The CLM token price is derived from a weighted composite of 12 real-time climate metrics. When satellite sensor uptime drops below 80%, the composite engine switches to a 6-hour rolling average fallback, dampening short-term volatility. G5 events trigger a full oracle pause until sensor integrity is restored.
HOT tokens (heat anomaly index) are less affected because ground-station temperature networks remain operational during geomagnetic storms.

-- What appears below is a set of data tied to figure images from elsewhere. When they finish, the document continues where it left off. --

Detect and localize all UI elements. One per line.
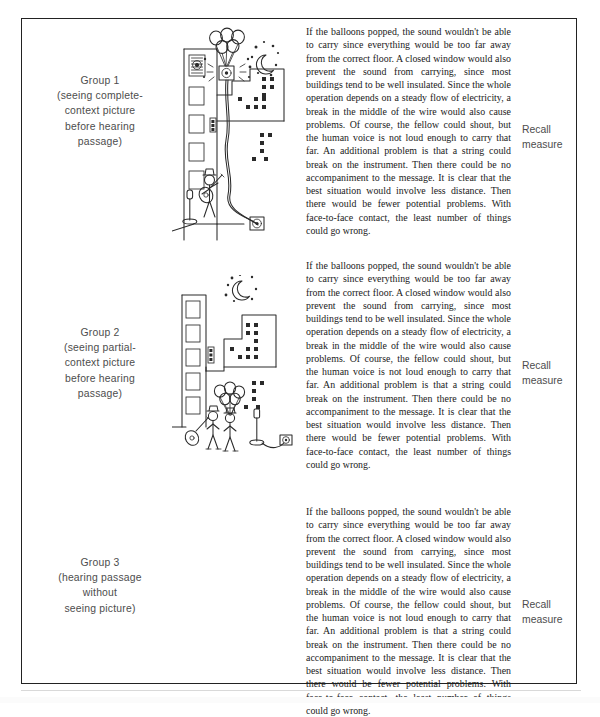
group-label-3-sub-3: seeing picture)	[26, 601, 174, 616]
group-label-1-sub-1: (seeing complete-	[26, 88, 174, 103]
group-label-2-title: Group 2	[26, 325, 174, 340]
stars	[249, 41, 280, 76]
passage-text-2: If the balloons popped, the sound wouldn…	[306, 259, 511, 471]
group-label-2: Group 2 (seeing partial- context picture…	[26, 325, 174, 401]
microphone-stand	[250, 409, 264, 445]
group-label-3-title: Group 3	[26, 555, 174, 570]
group-label-3: Group 3 (hearing passage without seeing …	[26, 555, 174, 616]
figure-frame: Group 1 (seeing complete- context pictur…	[21, 18, 577, 684]
figure-row-group-2: Group 2 (seeing partial- context picture…	[22, 257, 576, 493]
microphone-stand	[183, 190, 197, 224]
recall-measure-2: Recall measure	[522, 359, 576, 388]
group-label-2-sub-4: passage)	[26, 386, 174, 401]
group-label-2-sub-2: context picture	[26, 355, 174, 370]
recall-measure-3-line2: measure	[522, 613, 576, 628]
group-label-1-sub-3: before hearing	[26, 119, 174, 134]
ground-speaker	[280, 435, 292, 445]
recall-measure-1-line1: Recall	[522, 123, 576, 138]
group-label-2-sub-1: (seeing partial-	[26, 340, 174, 355]
moon-icon	[233, 281, 250, 300]
passage-text-1: If the balloons popped, the sound wouldn…	[306, 25, 511, 237]
group-label-2-sub-3: before hearing	[26, 371, 174, 386]
figure-row-group-1: Group 1 (seeing complete- context pictur…	[22, 19, 576, 257]
person-right	[223, 408, 238, 451]
figure-row-group-3: Group 3 (hearing passage without seeing …	[22, 493, 576, 685]
person-left	[206, 406, 221, 449]
group-label-1-sub-4: passage)	[26, 134, 174, 149]
scan-artifact-band	[0, 697, 600, 703]
group-label-3-sub-1: (hearing passage	[26, 570, 174, 585]
moon-icon	[257, 55, 274, 74]
recall-measure-2-line2: measure	[522, 374, 576, 389]
balloons	[210, 28, 245, 66]
group-label-1-title: Group 1	[26, 73, 174, 88]
stars	[225, 275, 258, 302]
complete-context-picture	[172, 25, 300, 253]
group-label-1-sub-2: context picture	[26, 103, 174, 118]
scan-artifact-line	[21, 690, 581, 691]
ground-amplifier	[250, 217, 264, 230]
recall-measure-2-line1: Recall	[522, 359, 576, 374]
recall-measure-3: Recall measure	[522, 598, 576, 627]
recall-measure-1-line2: measure	[522, 138, 576, 153]
passage-text-3: If the balloons popped, the sound wouldn…	[306, 505, 511, 717]
man-with-guitar	[197, 169, 224, 217]
group-label-3-sub-2: without	[26, 585, 174, 600]
group-label-1: Group 1 (seeing complete- context pictur…	[26, 73, 174, 149]
partial-context-picture	[172, 275, 300, 480]
balloons	[214, 382, 244, 415]
recall-measure-1: Recall measure	[522, 123, 576, 152]
recall-measure-3-line1: Recall	[522, 598, 576, 613]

COLD tokens (polar vortex index) are more sensitive — Arctic radiosonde balloon data and polar-orbit satellite passes are both disrupted by high-latitude G3+ events.

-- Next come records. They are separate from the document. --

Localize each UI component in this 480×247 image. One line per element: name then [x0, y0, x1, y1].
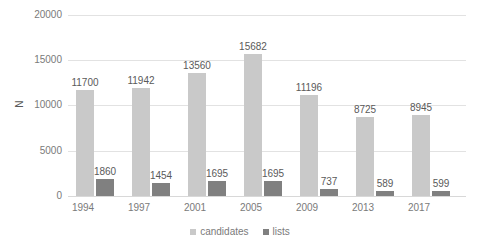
x-axis-tick-label: 2017: [389, 202, 449, 213]
bar-value-label-lists-1994: 1860: [83, 167, 127, 177]
bar-group: 119421454: [132, 15, 170, 196]
bar-group: 8945599: [412, 15, 450, 196]
bar-value-label-candidates-1994: 11700: [63, 78, 107, 88]
bar-value-label-lists-2001: 1695: [195, 169, 239, 179]
bar-lists-2005[interactable]: [264, 181, 282, 196]
legend-label: lists: [273, 227, 290, 237]
bar-value-label-lists-2013: 589: [363, 179, 407, 189]
bar-lists-2009[interactable]: [320, 189, 338, 196]
legend-item-lists[interactable]: lists: [263, 227, 290, 237]
y-axis-tick-label: 20000: [0, 10, 62, 20]
bar-group: 135601695: [188, 15, 226, 196]
bar-lists-2017[interactable]: [432, 191, 450, 196]
bar-candidates-1994[interactable]: [76, 90, 94, 196]
x-axis-tick-label: 2005: [221, 202, 281, 213]
bar-value-label-lists-2009: 737: [307, 177, 351, 187]
y-axis-tick-label: 10000: [0, 100, 62, 110]
x-axis-tick-label: 2009: [277, 202, 337, 213]
bar-value-label-candidates-2009: 11196: [287, 83, 331, 93]
legend-swatch-icon: [263, 229, 269, 235]
bar-value-label-candidates-2001: 13560: [175, 61, 219, 71]
x-axis-tick-label: 2001: [165, 202, 225, 213]
bar-value-label-lists-2005: 1695: [251, 169, 295, 179]
bar-lists-2001[interactable]: [208, 181, 226, 196]
bar-value-label-lists-2017: 599: [419, 179, 463, 189]
x-axis-tick-label: 1994: [53, 202, 113, 213]
bar-chart: N 20000 15000 10000 5000 0 1170018601194…: [0, 0, 480, 247]
bar-value-label-candidates-2013: 8725: [343, 105, 387, 115]
bar-lists-2013[interactable]: [376, 191, 394, 196]
plot-area: 1170018601194214541356016951568216951119…: [68, 15, 466, 196]
bar-group: 156821695: [244, 15, 282, 196]
chart-legend: candidates lists: [0, 227, 480, 237]
bar-lists-1997[interactable]: [152, 183, 170, 196]
bar-group: 8725589: [356, 15, 394, 196]
bar-value-label-candidates-1997: 11942: [119, 76, 163, 86]
gridline-baseline-0: [68, 196, 466, 197]
bar-group: 117001860: [76, 15, 114, 196]
legend-label: candidates: [200, 227, 248, 237]
x-axis-tick-label: 1997: [109, 202, 169, 213]
legend-item-candidates[interactable]: candidates: [190, 227, 248, 237]
bar-lists-1994[interactable]: [96, 179, 114, 196]
y-axis-tick-label: 0: [0, 191, 62, 201]
bar-value-label-lists-1997: 1454: [139, 171, 183, 181]
legend-swatch-icon: [190, 229, 196, 235]
y-axis-tick-label: 15000: [0, 55, 62, 65]
bar-value-label-candidates-2017: 8945: [399, 103, 443, 113]
y-axis-tick-label: 5000: [0, 146, 62, 156]
bar-group: 11196737: [300, 15, 338, 196]
x-axis-tick-label: 2013: [333, 202, 393, 213]
bar-value-label-candidates-2005: 15682: [231, 42, 275, 52]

| G-Scale | Kp Index | Satellite Impact | CLM Oracle Response | Token Effect |
|---|---|---|---|---|
| G1 | 5 | Negligible | Normal operation | No change |
| G2 | 6 | Minor GPS drift | Increased sampling rate | Slight dampening |
| G3 | 7 | 15–25% data gaps | Rolling average fallback | Volatility reduced ±5% |
| G4 | 8 | 25–40% data gaps | Extended 12h average | Volatility reduced ±15% |
| G5 | 9 | Major outages | Full oracle pause | Price frozen until restored |
The Climate Protocol oracle monitors NOAA SWPC Kp index in real time. When Kp ≥ 7 is sustained for >30 minutes, the smart contract automatically activates the fallback pricing mechanism defined in the CLM oracle contract. All threshold parameters are governed on-chain and adjustable via community vote.
Data provided by NOAA Space Weather Prediction Center, NASA SDO, NASA DONKI, and ESA/NASA SOHO. All data is for informational purposes only.